Making use of new and original material based on firsthand sources, this book interrogates the vogue for collecting, discussing, depicting, and putting to political and cultural use Roman antiquities in the French Renaissance.
In this new volume, Jan Haywood and Naoíse Mac Sweeney investigate the position of Homer's Iliad within the wider Trojan War tradition through a series of detailed case studies.
The OCR-endorsed publication from Bloomsbury for the Greek AS and A-Level set text prescriptions for examination in 2017-2019, giving full Greek text, commentary and vocabulary and a detailed introduction for each text that also covers the prescription to be read in English for A Level.

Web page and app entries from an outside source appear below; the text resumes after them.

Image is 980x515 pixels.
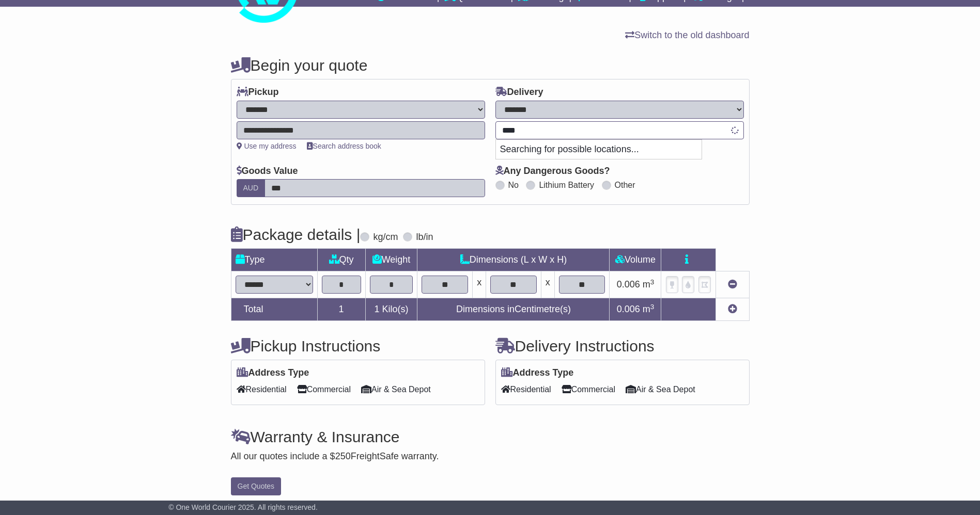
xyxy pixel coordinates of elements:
td: Qty [317,249,365,272]
label: Lithium Battery [539,180,594,190]
h4: Warranty & Insurance [231,428,750,446]
td: Weight [365,249,417,272]
span: 0.006 [617,304,640,314]
h4: Package details | [231,226,361,243]
label: Other [615,180,636,190]
label: Pickup [237,87,279,98]
label: No [508,180,519,190]
td: Type [231,249,317,272]
span: Residential [237,382,287,397]
label: AUD [237,179,265,197]
td: Dimensions in Centimetre(s) [417,298,609,321]
label: kg/cm [373,232,397,243]
span: Air & Sea Depot [625,382,695,397]
td: Total [231,298,317,321]
span: Commercial [297,382,351,397]
button: Get Quotes [231,478,281,495]
span: 0.006 [617,279,640,289]
sup: 3 [650,279,654,286]
label: Delivery [495,87,543,98]
label: Address Type [501,368,574,378]
sup: 3 [650,303,654,311]
typeahead: Please provide city [495,121,743,140]
h4: Pickup Instructions [231,338,485,354]
div: All our quotes include a $ FreightSafe warranty. [231,451,750,463]
h4: Begin your quote [231,57,750,74]
span: m [643,304,654,314]
td: x [472,272,486,298]
label: Goods Value [237,165,298,177]
h4: Delivery Instructions [495,338,750,354]
td: Kilo(s) [365,298,417,321]
a: Use my address [237,142,297,150]
td: x [541,272,554,298]
td: Dimensions (L x W x H) [417,249,609,272]
p: Searching for possible locations... [496,140,701,159]
span: 1 [374,304,379,314]
span: Air & Sea Depot [361,382,431,397]
label: lb/in [415,232,433,243]
td: 1 [317,298,365,321]
a: Search address book [307,142,381,150]
span: m [643,279,654,289]
span: © One World Courier 2025. All rights reserved. [169,503,318,511]
label: Address Type [237,368,309,378]
a: Add new item [728,304,737,314]
label: Any Dangerous Goods? [495,165,610,177]
span: Residential [501,382,551,397]
a: Switch to the old dashboard [625,30,749,41]
span: Commercial [561,382,615,397]
td: Volume [609,249,661,272]
span: 250 [335,451,351,461]
a: Remove this item [728,279,737,289]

This new edition corrects shortcomings of earlier editors by providing a text which incorporates neglected or unavailable material from Greek manuscripts, recently published papyri, and quotations from the orations by rhetoricians dating from antiquity through to the Byzantine period.
Examining both familiar and underappreciated texts, Hassan Melehy foregrounds the relationships that early modern French and English writers conceived with both their classical predecessors and authors from flourishing literary traditions in neighboring countries.
This book addresses a particular and little-known form of writing, the prose dialogue, during the Late Antique period, when Christian authors adopted and transformed the dialogue form to suit the new needs of religious debate.
The first book to look at this particular subject, The Roman Book of Gardening brings together an extraordinarily varied selection of texts on Roman horticulture, celebrating herb and vegetable gardening in verse and prose spanning five centuries.
Plutarch's vivid and engaging portraits of the Spartans and their customs are a major source of our knowledge about the rise and fall of this remarkable Greek city-state between the sixth and third centuries BC.
First Published in 1985, the aim of this book is to define an aspect of Orwell's literary identity which underlies and informs the sociopolitical content of his novels, and which may account for his being 'more widely read' than perhaps any other serious writer in the twentieth century.
This well-researched and inspiring collection of ten essays by leading American and European scholars challenges the tendency among scholars of Greek religion to ignore what have traditionally been called "e;magical"e; practices in ancient Greece.
In the first book to consider the study of world religion and world literature in concert, Zhange Ni proposes a new reading strategy that she calls "e;pagan criticism,"e; which she applies not only to late twentieth- and early twenty-first-century literary texts that engage the global resurgence of religion but also to the very concepts of religion and the secular.
This cutting-edge collection of essays offers provocative studies of ancient history, literature, gender identifications and roles, and subsequent interpretations of the republican and imperial Roman past.
The New Politics of Olympos explores the dynamics of praise, power, and persuasion in Kallimachos' hymns, detailing how they simultaneously substantiate and interrogate the radically new phenomenon of Hellenistic kingship taking shape during Kallimachos' lifetime.